An action, to have moral worth, must be done from duty.
IMMANUEL KANTHow things may be in themselves, without regard to the representations through which they affect us, is utterly beyond the sphere of our cognition.
More Immanuel Kant Quotes
-
-
War seems to be ingrained in human nature, and even to be regarded as something noble to which man is inspired by his love of honor, without selfish motives.
IMMANUEL KANT -
Act only according to that maxim whereby you can at the same time will that it should become a universal law.
IMMANUEL KANT -
All human cognition begins with intuitions, proceeds from thence to conceptions, and ends with ideas.
IMMANUEL KANT -
The death of dogma is the birth of morality.
IMMANUEL KANT -
Experience may teach us what is, but never that it cannot be otherwise.
IMMANUEL KANT -
But, though all our knowledge begins with experience, it by no means follows that all arises out of experience.
IMMANUEL KANT -
The possession of power inevitably spoils the free use of reason.
IMMANUEL KANT -
I had to deny knowledge in order to make room for faith.
IMMANUEL KANT -
From such crooked wood as that which man is made of, nothing straight can be fashioned.
IMMANUEL KANT -
Laughter is an affect resulting from the sudden transformation of a heightened expectation into nothing.
IMMANUEL KANT -
The cultivation of reason leads humanity sooner to misery than happiness.
IMMANUEL KANT -
What might be said of things in themselves, separated from all relationship to our senses, remains for us absolutely unknown.
IMMANUEL KANT -
The greatest human quest is to know what one must do in order to become a human being.
IMMANUEL KANT -
Space and time are the framework within which the mind is constrained to construct its experience of reality.
IMMANUEL KANT -
There is something splendid about innocence; but what is bad about it, in turn, is that it cannot protect itself very well and is easily seduced.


Work request: From the listing below, work out how many lines contain "circle". Reply with that number only.

>>>

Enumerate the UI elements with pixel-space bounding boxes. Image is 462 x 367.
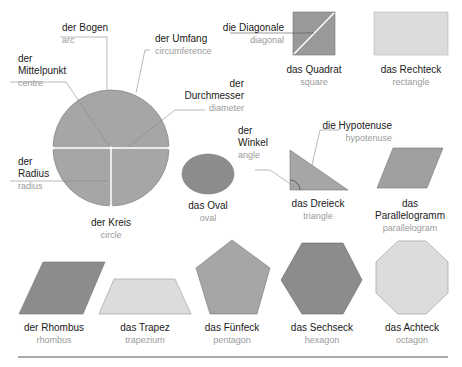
rhombus-shape	[19, 262, 105, 314]
label-triangle: das Dreieck triangle	[292, 198, 345, 222]
label-circle: der Kreis circle	[91, 217, 131, 241]
rectangle-shape	[374, 12, 448, 55]
shapes-diagram	[0, 0, 462, 367]
label-hypotenuse: die Hypotenuse hypotenuse	[323, 120, 393, 144]
label-parallelogram: das Parallelogramm parallelogram	[375, 198, 445, 234]
label-centre: der Mittelpunkt centre	[18, 53, 66, 89]
label-square: das Quadrat square	[286, 64, 341, 88]
label-angle: der Winkel angle	[238, 125, 268, 161]
label-hexagon: das Sechseck hexagon	[291, 322, 353, 346]
hexagon-shape	[281, 243, 362, 314]
pentagon-shape	[196, 240, 270, 314]
label-oval: das Oval oval	[188, 200, 227, 224]
parallelogram-shape	[377, 148, 443, 188]
circle-shape	[51, 90, 170, 208]
label-diameter: der Durchmesser diameter	[185, 78, 244, 114]
label-arc: der Bogen arc	[62, 22, 108, 46]
oval-shape	[182, 154, 234, 194]
label-rectangle: das Rechteck rectangle	[381, 64, 442, 88]
label-trapezium: das Trapez trapezium	[120, 322, 169, 346]
trapezium-shape	[99, 279, 191, 314]
label-pentagon: das Fünfeck pentagon	[205, 322, 259, 346]
label-rhombus: der Rhombus rhombus	[24, 322, 84, 346]
octagon-shape	[376, 241, 448, 314]
label-circumference: der Umfang circumference	[155, 33, 212, 57]
label-octagon: das Achteck octagon	[385, 322, 439, 346]
label-diagonal: die Diagonale diagonal	[223, 22, 284, 46]
label-radius: der Radius radius	[18, 156, 49, 192]
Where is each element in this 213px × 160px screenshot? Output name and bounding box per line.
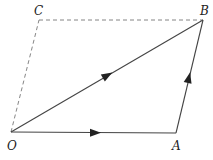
arrow-ob-icon (101, 69, 115, 81)
label-c: C (34, 4, 43, 18)
label-a: A (171, 139, 181, 153)
label-o: O (7, 139, 17, 153)
arrow-oa-icon (90, 129, 101, 137)
label-b: B (199, 4, 209, 18)
parallelogram-diagram: O A B C (0, 0, 213, 160)
edge-oc-dashed (11, 20, 39, 132)
arrow-ab-icon (184, 71, 194, 84)
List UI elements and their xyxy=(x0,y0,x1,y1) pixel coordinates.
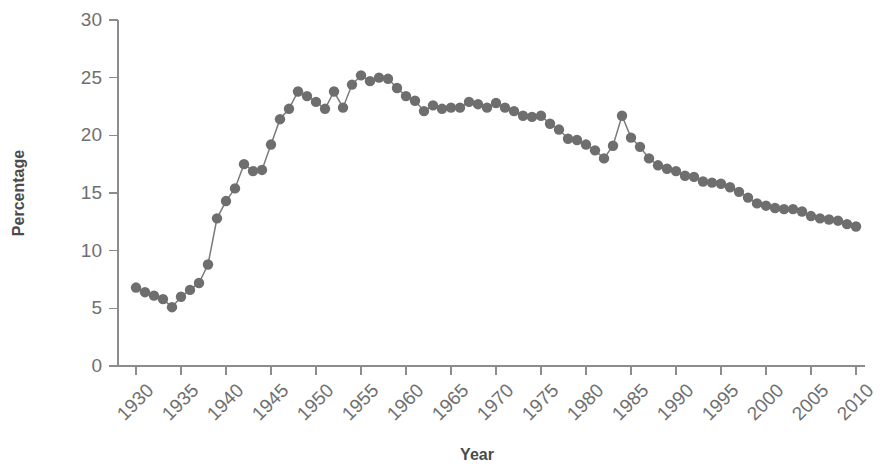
data-point xyxy=(185,285,195,295)
x-axis: 1930193519401945195019551960196519701975… xyxy=(113,366,878,463)
data-point xyxy=(302,91,312,101)
data-point xyxy=(824,214,834,224)
data-point xyxy=(131,282,141,292)
y-tick-label: 30 xyxy=(81,9,102,30)
data-point xyxy=(761,200,771,210)
data-point xyxy=(365,76,375,86)
data-point xyxy=(392,83,402,93)
x-tick-label: 2005 xyxy=(788,380,833,425)
data-point xyxy=(320,104,330,114)
data-point xyxy=(842,219,852,229)
data-point xyxy=(212,213,222,223)
x-tick-label: 1960 xyxy=(383,380,428,425)
y-tick-label: 25 xyxy=(81,67,102,88)
data-point xyxy=(770,203,780,213)
data-point xyxy=(410,96,420,106)
x-tick-label: 1970 xyxy=(473,380,518,425)
data-point xyxy=(311,97,321,107)
data-point xyxy=(608,141,618,151)
data-point xyxy=(167,302,177,312)
x-tick-label: 1940 xyxy=(203,380,248,425)
data-point xyxy=(347,79,357,89)
data-point xyxy=(725,182,735,192)
x-tick-label: 1985 xyxy=(608,380,653,425)
chart-figure: 051015202530 Percentage 1930193519401945… xyxy=(0,0,886,476)
data-point xyxy=(689,172,699,182)
data-point xyxy=(293,86,303,96)
data-point xyxy=(806,211,816,221)
data-point xyxy=(473,99,483,109)
data-point xyxy=(221,196,231,206)
data-point xyxy=(383,74,393,84)
data-point xyxy=(545,119,555,129)
data-point xyxy=(536,111,546,121)
x-tick-label: 1975 xyxy=(518,380,563,425)
data-point xyxy=(356,70,366,80)
data-point xyxy=(329,86,339,96)
x-tick-label: 1980 xyxy=(563,380,608,425)
x-tick-label: 1965 xyxy=(428,380,473,425)
data-point xyxy=(239,159,249,169)
y-tick-label: 15 xyxy=(81,182,102,203)
data-point xyxy=(680,171,690,181)
data-point xyxy=(707,177,717,187)
data-point xyxy=(194,278,204,288)
data-point xyxy=(266,139,276,149)
data-point xyxy=(455,102,465,112)
data-point xyxy=(176,292,186,302)
x-tick-group: 1930193519401945195019551960196519701975… xyxy=(113,366,878,424)
x-tick-label: 1955 xyxy=(338,380,383,425)
data-point xyxy=(140,287,150,297)
x-tick-label: 1995 xyxy=(698,380,743,425)
data-point xyxy=(437,104,447,114)
data-point xyxy=(671,166,681,176)
y-tick-label: 20 xyxy=(81,124,102,145)
data-point xyxy=(374,72,384,82)
data-point xyxy=(626,132,636,142)
data-point xyxy=(779,204,789,214)
data-point xyxy=(563,134,573,144)
data-point xyxy=(572,135,582,145)
data-point xyxy=(446,102,456,112)
data-point xyxy=(662,164,672,174)
data-point xyxy=(509,106,519,116)
x-tick-label: 2000 xyxy=(743,380,788,425)
data-point xyxy=(284,104,294,114)
x-tick-label: 2010 xyxy=(833,380,878,425)
y-tick-label: 10 xyxy=(81,240,102,261)
data-point xyxy=(797,206,807,216)
data-series xyxy=(131,70,861,312)
x-axis-title: Year xyxy=(460,446,494,463)
x-tick-label: 1930 xyxy=(113,380,158,425)
data-point xyxy=(743,192,753,202)
data-point xyxy=(275,114,285,124)
data-point xyxy=(491,98,501,108)
data-point xyxy=(419,106,429,116)
data-point xyxy=(851,221,861,231)
data-point xyxy=(653,160,663,170)
data-point xyxy=(230,183,240,193)
series-line xyxy=(136,75,856,307)
data-point xyxy=(644,153,654,163)
data-point xyxy=(698,176,708,186)
data-point xyxy=(635,142,645,152)
data-point xyxy=(734,187,744,197)
data-point xyxy=(257,165,267,175)
percentage-by-year-line-chart: 051015202530 Percentage 1930193519401945… xyxy=(0,0,886,476)
x-tick-label: 1950 xyxy=(293,380,338,425)
data-point xyxy=(401,91,411,101)
x-tick-label: 1990 xyxy=(653,380,698,425)
data-point xyxy=(203,259,213,269)
y-axis-title: Percentage xyxy=(10,150,27,236)
y-tick-group: 051015202530 xyxy=(81,9,118,376)
data-point xyxy=(482,102,492,112)
x-tick-label: 1945 xyxy=(248,380,293,425)
data-point xyxy=(464,97,474,107)
data-point xyxy=(617,111,627,121)
data-point xyxy=(815,213,825,223)
x-tick-label: 1935 xyxy=(158,380,203,425)
data-point xyxy=(158,294,168,304)
data-point xyxy=(788,204,798,214)
data-point xyxy=(527,112,537,122)
data-point xyxy=(752,198,762,208)
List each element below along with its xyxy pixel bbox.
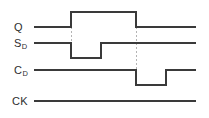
- signal-label-q: Q: [14, 22, 23, 34]
- signal-label-ck: CK: [12, 96, 28, 108]
- signal-label-ck-main: CK: [12, 95, 28, 107]
- signal-label-cd-main: C: [14, 64, 22, 76]
- waveform-sd: [34, 43, 196, 58]
- signal-label-q-main: Q: [14, 21, 23, 33]
- waveform-cd: [34, 70, 196, 85]
- signal-label-cd-sub: D: [22, 69, 28, 78]
- waveform-q: [34, 12, 196, 27]
- timing-waveform-canvas: [0, 0, 209, 118]
- timing-diagram: Q SD CD CK: [0, 0, 209, 118]
- signal-label-sd: SD: [14, 38, 27, 50]
- signal-label-sd-sub: D: [22, 42, 28, 51]
- signal-label-sd-main: S: [14, 37, 22, 49]
- signal-label-cd: CD: [14, 65, 28, 77]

<<<

Task output: 2